(Cont'd from above)
The next May, when the men accused of the Riyadh bombing were beheaded in Riyadh’s main square, they were forced to read a confession in which they acknowledged the connection to bin Laden. The next month, June 1996, a truck bomb destroyed Khobar Towers, an American military residence in Dhahran. It killed 19 soldiers.
Bin Laden fled to Afghanistan that summer after Sudan expelled him under pressure from the Americans and Saudis, and he forged an alliance with Mullah Muhammad Omar, the leader of the Taliban. In August 1996, from the Afghan mountain stronghold of Tora Bora, bin Laden issued his “Declaration of War Against the Americans Who Occupy the Land of the Two Holy Mosques.”
“Muslims burn with anger at America,” it read. The presence of American forces in the Persian Gulf states “will provoke the people of the country and induces aggression on their religion, feelings, and prides and pushes them to take up armed struggle against the invaders occupying the land.”
The imbalance of power between American forces and Muslim forces demanded a new kind of fighting, he wrote, “in other words, to initiate a guerrilla war, where sons of the nation, not the military forces, take part in it.”
That same month in New York City, a federal grand jury began meeting to consider charges against bin Laden. Disputes arose among prosecutors and American law enforcement and intelligence officers about which attacks against American interests could truly be attributed to bin Laden — whether in fact he had, as an indictment eventually charged, trained and paid the men who killed the Americans in Somalia.
His foot soldiers, in testimony, offered differing pictures of bin Laden’s actual involvement. In some cases he could be as aloof as any boss with thousands of employees. Yet one of the men convicted of the bombings of the embassies said that bin Laden had been so involved that he was the one who had pointed at surveillance photos to direct where the truck bomb should be driven.
Bin Laden was becoming more emboldened, summoning Western reporters to his hideouts in Afghanistan to relay his message: He would wage war against the United States and its allies if Washington did not remove its troops from the gulf region.
“So we tell the Americans as a people,” he told ABC News, “and we tell the mothers of soldiers and American mothers in general that if they value their lives and the lives of their children, to find a nationalistic government that will look after their interests and not the interests of the Jews. The continuation of tyranny will bring the fight to America, as Ramzi Yousef and others did. This is my message to the American people: to look for a serious government that looks out for their interests and does not attack others, their lands, or their honor.”
In February 1998, he issued the edict calling for attacks on Americans anywhere in the world, declaring it an “individual duty” for all Muslims.
In June, the grand jury convened two years earlier issued its indictment, charging bin Laden with conspiracy to attack the United States abroad, for heading Al Qaeda and for financing terrorist activities around the world.
On Aug. 7, the eighth anniversary of the United States’ order sending troops into the gulf region, two bombs exploded simultaneously at the American Embassies in Nairobi, Kenya, and Dar es Salaam, Tanzania. The Nairobi bomb killed 213 people and wounded 4,500; the bomb in Dar es Salaam killed 11 and wounded 85.
The United States retaliated two weeks later with strikes against suspected terrorist training camps in Afghanistan and a pharmaceutical plant in Sudan, which officials contended— erroneously, it turned out — was producing chemical weapons for Al Qaeda.
Bin Laden had trapped the United States in an escalating spiral of tension, where any defensive or retaliatory actions would affirm the evils he said had provoked the attacks in the first place. In an interview with Time magazine that December, he brushed aside President Clinton’s threats against him, and referred to himself in the third person, as if recognizing or encouraging the notion that he had become larger than life.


> _Problem description_
Copy out every line holding the string "panel" from the records below.

> _Records shown_
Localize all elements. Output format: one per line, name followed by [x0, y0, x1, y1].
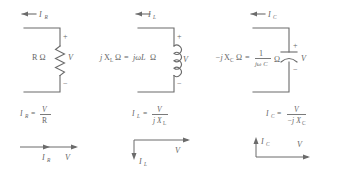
impedance-equals: =	[124, 53, 129, 62]
voltage-label: V	[183, 55, 189, 64]
polarity-minus: −	[177, 79, 182, 88]
phasor-current-sub: L	[143, 161, 147, 167]
polarity-plus: +	[177, 32, 182, 41]
phasor-voltage-label: V	[297, 140, 303, 149]
impedance-rhs-numerator: 1	[259, 49, 263, 58]
equation-equals: =	[143, 109, 147, 118]
impedance-equals: =	[245, 53, 250, 62]
impedance-main-sub: C	[230, 57, 234, 63]
equation-lhs-sub: C	[271, 113, 275, 119]
wire-top	[138, 28, 174, 46]
impedance-lead: −j	[215, 53, 224, 62]
equation-lhs-sub: L	[136, 113, 140, 119]
panel-inductor: j X L Ω = jωL Ω I L V + − I L = V j X L	[112, 0, 224, 174]
equation-lhs: I	[19, 109, 23, 118]
polarity-minus: −	[293, 65, 298, 74]
impedance-rhs: jωL	[132, 53, 146, 62]
equation-numerator: V	[42, 105, 48, 114]
equation-denominator-sub: C	[302, 120, 306, 126]
phasor-current-label: I	[138, 157, 143, 166]
panel-resistor: I R R Ω V + − I R = V R I R V	[2, 0, 114, 174]
wire-top	[24, 28, 60, 46]
phasor-current-head	[254, 137, 259, 144]
equation-denominator: j X	[152, 116, 162, 125]
current-arrow-head	[22, 12, 28, 17]
resistor-zigzag	[56, 46, 65, 76]
phasor-current-head	[43, 145, 50, 150]
equation-denominator-sub: L	[163, 120, 166, 126]
voltage-label: V	[301, 54, 307, 63]
phasor-current-sub: C	[266, 141, 270, 147]
phasor-voltage-label: V	[175, 146, 181, 155]
current-label: I	[267, 10, 272, 19]
phasor-current-label: I	[260, 137, 265, 146]
current-label: I	[38, 10, 43, 19]
equation-lhs: I	[265, 109, 269, 118]
equation-numerator: V	[157, 105, 163, 114]
impedance-label: R Ω	[32, 53, 46, 62]
phasor-voltage-head	[71, 145, 78, 150]
equation-equals: =	[31, 109, 35, 118]
phasor-voltage-head	[303, 155, 310, 160]
current-label-sub: L	[152, 14, 156, 20]
equation-denominator: −j X	[287, 116, 301, 125]
polarity-minus: −	[63, 79, 68, 88]
inductor-coil	[174, 45, 181, 76]
current-label-sub: C	[273, 14, 277, 20]
current-arrow-head	[251, 12, 257, 17]
figure-canvas: I R R Ω V + − I R = V R I R V	[0, 0, 337, 174]
panel-capacitor: −j X C Ω = 1 jω C Ω I C V + − I C = V −j…	[224, 0, 336, 174]
impedance-rhs-unit: Ω	[274, 55, 280, 64]
equation-numerator: V	[294, 105, 300, 114]
equation-lhs-sub: R	[24, 113, 29, 119]
phasor-voltage-head	[183, 138, 190, 143]
phasor-current-head	[132, 153, 137, 160]
impedance-unit: Ω	[115, 53, 121, 62]
voltage-label: V	[68, 53, 74, 62]
phasor-voltage-label: V	[65, 153, 71, 162]
equation-lhs: I	[131, 109, 135, 118]
current-label: I	[147, 10, 152, 19]
wire-bottom	[24, 76, 60, 93]
current-arrow-head	[136, 12, 142, 17]
polarity-plus: +	[63, 32, 68, 41]
equation-equals: =	[277, 109, 281, 118]
impedance-main-sub: L	[110, 57, 113, 63]
phasor-current-label: I	[41, 153, 46, 162]
phasor-current-sub: R	[46, 157, 51, 163]
polarity-plus: +	[293, 41, 298, 50]
impedance-rhs-denominator: jω C	[254, 60, 268, 67]
impedance-unit: Ω	[236, 53, 242, 62]
current-label-sub: R	[44, 14, 49, 20]
impedance-rhs-unit: Ω	[150, 53, 156, 62]
wire-bottom	[138, 76, 174, 92]
equation-denominator: R	[42, 116, 48, 125]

> _Task answer_
panel-inductor: j X L Ω = jωL Ω I L V + − I L = V j X L	[112, 0, 224, 174]
panel-resistor: I R R Ω V + − I R = V R I R V	[2, 0, 114, 174]
panel-capacitor: −j X C Ω = 1 jω C Ω I C V + − I C = V −j…	[224, 0, 336, 174]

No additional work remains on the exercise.